Room 408, School of Arts and Sciences
Central Campus
This talk will be based on my recently published ethnographic work Sweet Excess: Crafting Mishti in Bengal (Routledge, 2026). Based on a decade-long field work of a single food substance — sweets — it follows sweet-making in sweetshops, domestic spaces, fairs, festivals and its representation in recipe books to understand how caste, religion, science and law inform the life of a food item with an extremely short shelf life. It shows how food items of conspicuous consumption find a meaning in everyday lives of people through its socio-cultural meanings - ritual, pride of craftsmanship, heritage and cultural identity. It also shows how sweets continue to be a ubiquitous part of ‘Bengali’ diet in a geography that has been witness to acute hunger, starvation, food movements and social welfare programmes to ensure food security.

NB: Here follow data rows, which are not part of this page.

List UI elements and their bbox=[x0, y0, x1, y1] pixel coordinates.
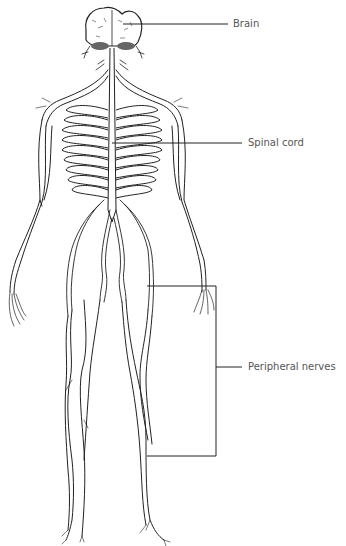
left-leg-nerves bbox=[62, 300, 100, 544]
right-leg-nerves bbox=[122, 300, 170, 546]
spinal-cord-illustration bbox=[108, 48, 116, 222]
peripheral-nerves-label: Peripheral nerves bbox=[248, 361, 336, 373]
peripheral-nerves-bracket bbox=[147, 286, 216, 456]
brain-label: Brain bbox=[233, 18, 259, 30]
spinal-cord-label: Spinal cord bbox=[248, 137, 304, 149]
right-arm-nerves bbox=[172, 120, 214, 314]
left-arm-nerves bbox=[9, 120, 52, 326]
nervous-system-figure bbox=[0, 0, 346, 546]
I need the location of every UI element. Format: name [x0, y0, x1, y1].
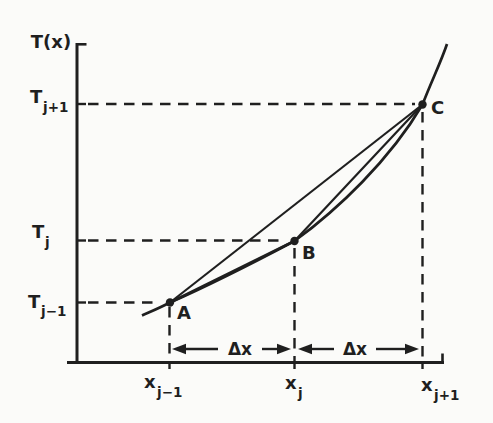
- point-C-dot: [418, 100, 426, 108]
- diagram-canvas: T(x) Tj+1 Tj Tj−1 xj−1 xj xj+1 A B C Δx …: [0, 0, 493, 423]
- point-A-label: A: [177, 302, 191, 323]
- chord-A-C: [170, 105, 423, 303]
- arrowhead-right-interval1: [277, 344, 291, 354]
- x-tick-label-xj-sub: j: [297, 385, 303, 401]
- point-C-label: C: [431, 97, 444, 118]
- x-tick-label-xj-base: x: [285, 372, 297, 393]
- y-axis-title: T(x): [31, 31, 71, 52]
- arrowhead-left-interval2: [298, 344, 312, 354]
- delta-x-label-interval2: Δx: [343, 339, 367, 359]
- y-tick-label-tj1-sub: j+1: [42, 99, 68, 115]
- x-tick-label-xj1-sub: j+1: [433, 387, 459, 403]
- arrowhead-left-interval1: [172, 344, 186, 354]
- finite-difference-figure: T(x) Tj+1 Tj Tj−1 xj−1 xj xj+1 A B C Δx …: [0, 0, 493, 423]
- y-tick-label-tj1-base: T: [30, 86, 43, 107]
- y-tick-label-tj: Tj: [32, 221, 50, 250]
- y-tick-label-tjm1: Tj−1: [28, 291, 66, 319]
- y-tick-label-tj1: Tj+1: [30, 86, 68, 115]
- x-tick-label-xj: xj: [285, 372, 303, 401]
- y-tick-label-tj-base: T: [32, 221, 45, 242]
- point-A-dot: [166, 298, 174, 306]
- point-B-dot: [290, 237, 298, 245]
- arrowhead-right-interval2: [405, 344, 419, 354]
- chord-A-B: [170, 241, 295, 303]
- x-tick-label-xjm1: xj−1: [144, 371, 182, 400]
- y-tick-label-tjm1-base: T: [28, 291, 41, 312]
- y-tick-label-tjm1-sub: j−1: [40, 303, 66, 319]
- y-tick-label-tj-sub: j: [44, 234, 50, 250]
- x-tick-label-xj1: xj+1: [421, 374, 459, 403]
- x-tick-label-xjm1-base: x: [144, 371, 156, 392]
- x-tick-label-xj1-base: x: [421, 374, 433, 395]
- x-tick-label-xjm1-sub: j−1: [156, 384, 182, 400]
- axes: [67, 43, 444, 369]
- point-B-label: B: [302, 242, 316, 263]
- chord-B-C: [295, 105, 423, 242]
- delta-x-label-interval1: Δx: [228, 339, 252, 359]
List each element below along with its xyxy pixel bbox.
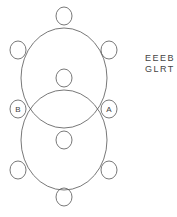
code-line-2: GLRT bbox=[145, 64, 175, 75]
small-circle-inner-upper bbox=[56, 69, 72, 87]
diagram-canvas: B A bbox=[0, 0, 177, 217]
small-circle-inner-lower bbox=[56, 131, 72, 149]
code-line-1: EEEB bbox=[145, 53, 175, 64]
label-b: B bbox=[15, 105, 20, 114]
lower-large-circle bbox=[21, 90, 107, 190]
small-circle-upper-left bbox=[10, 41, 26, 59]
small-circle-bottom bbox=[56, 188, 72, 206]
small-circle-top bbox=[56, 7, 72, 25]
upper-large-circle bbox=[21, 28, 107, 128]
small-circle-lower-right bbox=[101, 161, 117, 179]
small-circle-lower-left bbox=[10, 161, 26, 179]
small-circle-upper-right bbox=[101, 41, 117, 59]
label-a: A bbox=[106, 105, 112, 114]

As a multi-sited ethnography on sweetness in diverse settings and its associated meanings in West Bengal and Bangladesh, this book explores everyday workplace hierarchies between artisans that reveal how caste and religion inform the choice of who is hired into this line of work. It also highlights how discourses on food safety and the overpowering presence of World Trade Organization have affected the life of the Bengali mishti.

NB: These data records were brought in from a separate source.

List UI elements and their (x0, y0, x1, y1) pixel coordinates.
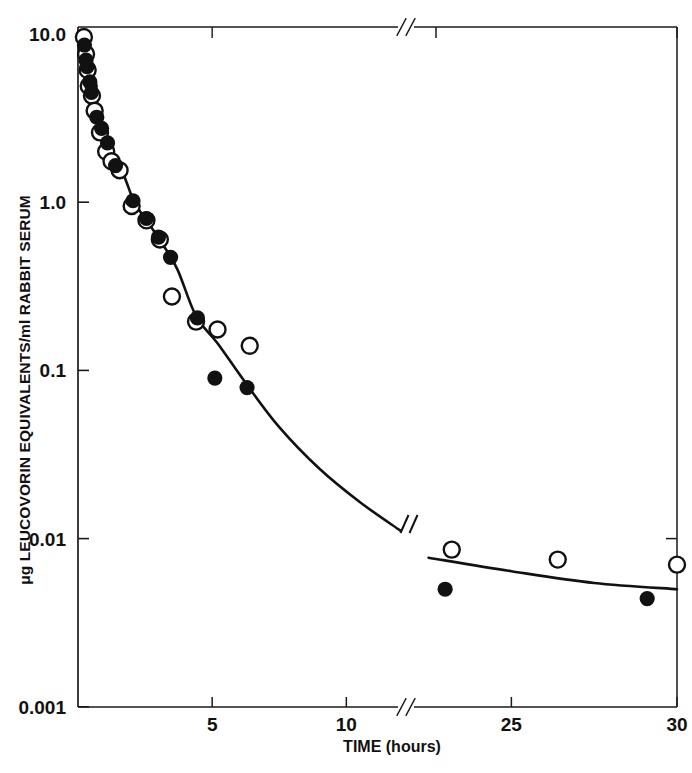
x-tick-label: 25 (501, 714, 523, 735)
y-tick-label: 0.1 (40, 360, 67, 381)
x-axis-title: TIME (hours) (343, 738, 441, 755)
x-tick-label: 30 (666, 714, 687, 735)
fitted-curve (86, 58, 677, 589)
y-tick-label: 0.01 (29, 529, 66, 550)
x-tick-10: 10 (336, 697, 357, 735)
filled-circle-data-points (77, 37, 655, 606)
data-point-filled (80, 59, 95, 74)
x-tick-25: 25 (501, 697, 523, 735)
figure-container: 10.01.00.10.010.001 5102530 TIME (hours)… (0, 0, 692, 773)
data-point-filled (163, 250, 178, 265)
data-point-filled (77, 37, 92, 52)
data-point-open (550, 552, 566, 568)
y-tick-0.1: 0.1 (40, 360, 89, 381)
x-tick-5: 5 (207, 697, 218, 735)
axis-break-markers (397, 18, 415, 716)
y-tick-label: 10.0 (29, 24, 66, 45)
y-axis-title: μg LEUCOVORIN EQUIVALENTS/ml RABBIT SERU… (16, 195, 33, 585)
data-point-open (444, 542, 460, 558)
y-tick-label: 1.0 (40, 192, 66, 213)
data-point-filled (139, 211, 154, 226)
open-circle-data-points (76, 29, 685, 573)
y-tick-1.0: 1.0 (40, 192, 89, 213)
y-axis-ticks: 10.01.00.10.010.001 (18, 24, 677, 718)
data-point-filled (239, 380, 254, 395)
plot-frame (78, 27, 677, 707)
x-axis-ticks: 5102530 (207, 697, 688, 735)
data-point-filled (125, 193, 140, 208)
y-tick-label: 0.001 (18, 697, 66, 718)
data-point-filled (640, 591, 655, 606)
x-tick-label: 10 (336, 714, 357, 735)
y-tick-0.01: 0.01 (29, 529, 89, 550)
data-point-filled (94, 121, 109, 136)
data-point-filled (207, 371, 222, 386)
data-point-open (210, 322, 226, 338)
data-point-filled (190, 310, 205, 325)
data-point-filled (108, 158, 123, 173)
x-tick-label: 5 (207, 714, 218, 735)
data-point-open (669, 557, 685, 573)
pharmacokinetic-decay-chart: 10.01.00.10.010.001 5102530 TIME (hours)… (0, 0, 692, 773)
data-point-open (164, 289, 180, 305)
data-point-filled (151, 230, 166, 245)
data-point-filled (100, 135, 115, 150)
x-tick-30: 30 (666, 697, 687, 735)
data-point-filled (84, 85, 99, 100)
data-point-open (242, 338, 258, 354)
data-point-filled (438, 582, 453, 597)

Ishita Dey is the author of Sweet Excess: Crafting Mishti in Bengal (Routledge, 2026). She teaches at the Department of Sociology, South Asian University, Delhi. Her areas of interest are smell, food, labour, infrastructure, and migration. She is currently researching food infrastructures in Indian Railways and migrant journeys. Her articles on food and labour have appeared in Critical Collective, Migration Story, and journals such as Contributions to Indian Sociology, Gastronomica, Senses and Society, and South Atlantic Quarterly. She has undertaken several collaborative art research projects and is part of the collaborative project called Gastrofeminism.